“Never Trust, Always Verify”: Zero Trust on AWS, When Security Is a Must
It is the contemporary era, the post-pandemic era, the one that has enticed companies to migrate more and more towards “Cloud oriented” business models to take advantage of all the advantages of scalability, efficiency, cost reductionand above all security. Suffice it to say that in 2020, external attacks on Cloud accounts increased by 630%. And theincreasing use of remote work expands the traditional attack perimeter and threat landscape.
Zero Trust Security
Securing the corporate network is no longer enough. An area must be delineated through the implementation of identity solutions to provide the right access to IT people and devices, optimizing controls based on the risk profiles of the entities accessing various resources. Zero Trust is just that, a security model centered on the idea that data shouldn’t be accessed solely based on network location. It requires users and systems to prove their identity and trustworthiness, and enforces “fine-grained” identity-based authorization rules before allowing them to access applications, data, and other systems. In essence, the zero-trust model is based on the principle of “never trust, always verify“.
Traditional security models, in fact, aim to enclose an organization within a perimeter designed to block threats that come from the outside. This is a seemingly reasonable concept, except for the fact that all threats come from outside and that administrators must necessarily trust people and devices within the network. It is therefore based on the assumption that no user in the organization has been compromised previously and that they always act in good faith and in a reliable manner. Clearly today this is no longer the case since the perimeters of an organization have melted like snow in the sun from the use of smart working. And for the increasing number of personal devices, from smartphones to notebooks that are used for work.

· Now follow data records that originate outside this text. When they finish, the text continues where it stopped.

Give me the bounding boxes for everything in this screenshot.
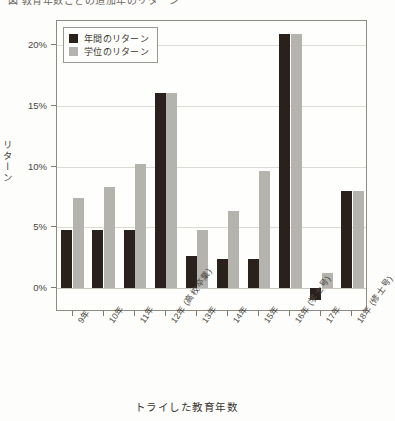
x-tick-mark	[320, 311, 321, 316]
bar-annual-6	[248, 259, 259, 288]
y-tick-mark	[51, 44, 56, 45]
y-tick-label: 10%	[28, 160, 47, 171]
bar-annual-7	[279, 34, 290, 287]
bar-degree-2	[135, 164, 146, 288]
y-tick-mark	[51, 226, 56, 227]
y-tick-label: 15%	[28, 99, 47, 110]
y-tick-mark	[51, 287, 56, 288]
bar-annual-9	[341, 191, 352, 288]
legend-label-annual: 年間のリターン	[84, 32, 149, 45]
legend-item-annual: 年間のリターン	[69, 32, 149, 45]
x-tick-mark	[103, 311, 104, 316]
y-tick-label: 20%	[28, 39, 47, 50]
bar-annual-5	[217, 259, 228, 288]
bars-layer	[57, 21, 366, 310]
x-tick-mark	[227, 311, 228, 316]
x-tick-mark	[72, 311, 73, 316]
y-axis-title: リターン	[2, 140, 12, 184]
y-tick-mark	[51, 105, 56, 106]
bar-annual-0	[61, 230, 72, 288]
y-tick-label: 5%	[33, 221, 47, 232]
x-axis-title: トライした教育年数	[0, 399, 373, 414]
bar-degree-1	[104, 187, 115, 288]
cropped-caption-text: 図 教育年数ごとの追加年のリターン	[8, 0, 179, 7]
bar-annual-2	[124, 230, 135, 288]
y-tick-mark	[51, 166, 56, 167]
legend-item-degree: 学位のリターン	[69, 45, 149, 58]
chart-legend: 年間のリターン 学位のリターン	[63, 27, 158, 63]
x-tick-mark	[196, 311, 197, 316]
y-tick-label: 0%	[33, 281, 47, 292]
bar-degree-3	[166, 93, 177, 288]
x-tick-mark	[165, 311, 166, 316]
bar-degree-7	[291, 34, 302, 287]
plot-area	[56, 20, 367, 311]
legend-swatch-annual-icon	[69, 34, 78, 43]
x-tick-mark	[258, 311, 259, 316]
bar-degree-6	[259, 171, 270, 287]
legend-swatch-degree-icon	[69, 47, 78, 56]
bar-annual-3	[155, 93, 166, 288]
bar-degree-9	[353, 191, 364, 288]
bar-annual-1	[92, 230, 103, 288]
cropped-caption-strip: 図 教育年数ごとの追加年のリターン	[0, 0, 373, 13]
bar-degree-5	[228, 211, 239, 287]
x-tick-mark	[134, 311, 135, 316]
legend-label-degree: 学位のリターン	[84, 45, 149, 58]
x-tick-mark	[351, 311, 352, 316]
x-tick-mark	[289, 311, 290, 316]
bar-degree-0	[73, 198, 84, 288]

In essence, zero-trust security has replaced the old assumptions that resources within the perimeter of the corporate network must be trusted, and considers trust as a vulnerability, since users of a “trusted” network could move within the network or cause the takeover of all data to which they legitimately had access.
But what happens in AWS?
The mission at
Amazon Web Services
is, as is now known, to innovate on behalf of customers so that they have less and less work to do when building, deploying, and rapidly iterating on secure systems. From a security perspective, customers are looking for answers to a question: What are the optimal models to ensure the right level of confidentiality, integrity and availability of systems and data, while increasing speed and agility? The most obvious example of Zero Trust on AWS is how millions of customers typically interact with AWS every day using the management console or securely calling AWS APIs over a diverse set of public and private networks.
Whether they are called through the console, the AWS Command Line Interface (AWS CLI), or software written in AWS APIs, ultimately all of these interaction methods reach a set of web services with endpoints that are reachable from the internet. There is absolutely nothing about the security of the AWS API infrastructure that depends on the reachability of the network. Each of these signed API requests is authenticated and authorized each time at a rate of millions and millions of requests per second globally. Customers, therefore, do it safely; knowing that the cryptographic strength of the underlying Transport Layer Security (TLS) protocol, enhanced by the AWS Signature v4 signing process, adequately protects these requests without any regard for the reliability of the underlying network. Interestingly, the use of cloud-based APIs is rarely mentioned in Zero Trust discussions. Perhaps this is because AWS has led the way with this approach to API protection from the beginning, so much so that it is now assumed to be a critical part of every cloud security story.